She couldn’t. The pain was dangerously close to the surface and ripping the scab open tonight was too great a risk. Her heart couldn’t handle that again. It was bad enough that she had nightmares every night. If she went there with them it would take her days to pull herself back together and she didn’t have time for that. The store needed her and she had that trip to take for her father.

Vincent finally tipped her chin so she had no choice in the matter unless she wanted to be childish and shut her eyes. She couldn’t keep him out like that but it still hurt when she looked into his beautiful green eyes.

“You can hardly look at me, can you?” The pain in his voice deepened the ache in her chest. “Why the walls, fluff?”

He kept picking at her like that and she knew it was on purpose but couldn’t completely blame him. He had a right to know why she’d been avoiding them. Could she get it all out without breaking down? Her strength and resolve wobbled and she reached up to grasp James’s forearm for support.

Breathing rapidly, praying she could keep it together yet knowing it was an impossible task, she finally said, “He’s everywhere I look. I have nightmares about him dying every night. I can’t sleep. The only place I seem to function properly is at the store.”

“That explains the longer hours,” James murmured. She hadn’t realized they’d even noticed.

“You call me fluff and it’s like a knife in my heart. Your eyes, your features, your builds, your taste in music, even your voices are so much like his, it’s…killing me.”

“Why, honey?” James asked, his eyes now bloodshot.

“Be—because it’s my fault he’s gone!”

The wall shoring up her emotions fissured and crumbled before finally breaking under the pressure.



* * * *



Vincent crowded Leah close between him and James as she fell apart. He could see the regret in his brother’s eyes but they’d both agreed that pushing her a little might yield better results than letting things go on as they had been. They’d allowed her to avoid them, to give her time to heal. It was obvious she wasn’t healing. He was ready to move forward and she needed to for her own health.

James gathered her lustrous brown hair away from her face and kissed her flushed, damp cheek. “Honey, you were not at fault. It was an accident.”

Her forehead fell to Vincent’s chest and his heart broke for her as each wrenching sob made her body shake between them. Such a caring woman shouldn’t feel so much pain, hold it all in like that.

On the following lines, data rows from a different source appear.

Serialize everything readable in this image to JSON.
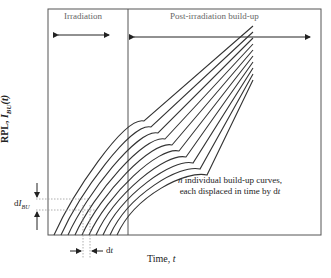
{
  "diagram": {
    "regions": {
      "irradiation": "Irradiation",
      "post": "Post-irradiation build-up"
    },
    "axes": {
      "ylabel_prefix": "RPL, ",
      "ylabel_sym": "I",
      "ylabel_sub": "BU",
      "ylabel_arg": "(t)",
      "xlabel_prefix": "Time, ",
      "xlabel_sym": "t"
    },
    "annotations": {
      "dI_d": "d",
      "dI_sym": "I",
      "dI_sub": "BU",
      "dt_d": "d",
      "dt_sym": "t",
      "note_n": "n",
      "note_line1": " individual build-up curves,",
      "note_line2": "each displaced in time by d",
      "note_line2_sym": "t"
    },
    "curves": {
      "count": 10,
      "displacement_px": 7
    },
    "colors": {
      "frame": "#555555",
      "curve": "#333333",
      "dotted": "#999999",
      "text": "#222222"
    }
  }
}
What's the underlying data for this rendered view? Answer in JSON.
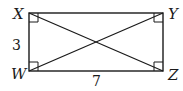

He’d suspected for a while that she still believed she was at fault for Patterson’s accident. They’d talked about it the day of the funeral, but neither of them had been sure she was really processing what they were saying. The guilt he felt now had more to do with letting this go on as long as it had.

“It is my fault. If I hadn’t agreed to let him get me supper, he wouldn’t have been on that side of town.”

Vincent cupped her jaw in his hands and tilted her face so she looked into his eyes. “Doll, listen. The driver of that truck chose to text while driving. That’s an open-and-shut case. He’s the one facing involuntary manslaughter charges. He’s the one who should be losing sleep at night, not you. Never you.”

James nodded. “Come sit in the living room, Leah. We need to talk this out and there’s no sense in doing it standing in the kitchen.”

“It’s getting late,” Leah said, swiping her cheeks as they directed her to the couch. Vincent could see her desperately trying to put the wall back up but more tears kept sliding down her cheeks.

Making a decision his brother might not fully agree with, Vincent said, “Fluff, it’s not even nine yet. Don’t tuck tail and run now—” James cast him a frown.

She turned to him with devastation in her eyes and shoved ineffectually at his chest. “I said don’t call me that!”

“I think you need to hear it. Patterson would be so pissed off if he could see what’s happening to you. He’d want to kick our asses for letting it continue this long. This guilt you carry around is eating you. You didn’t cost him his life.”

“What’s at the heart of this? Really?” James asked, squeezing her shoulder.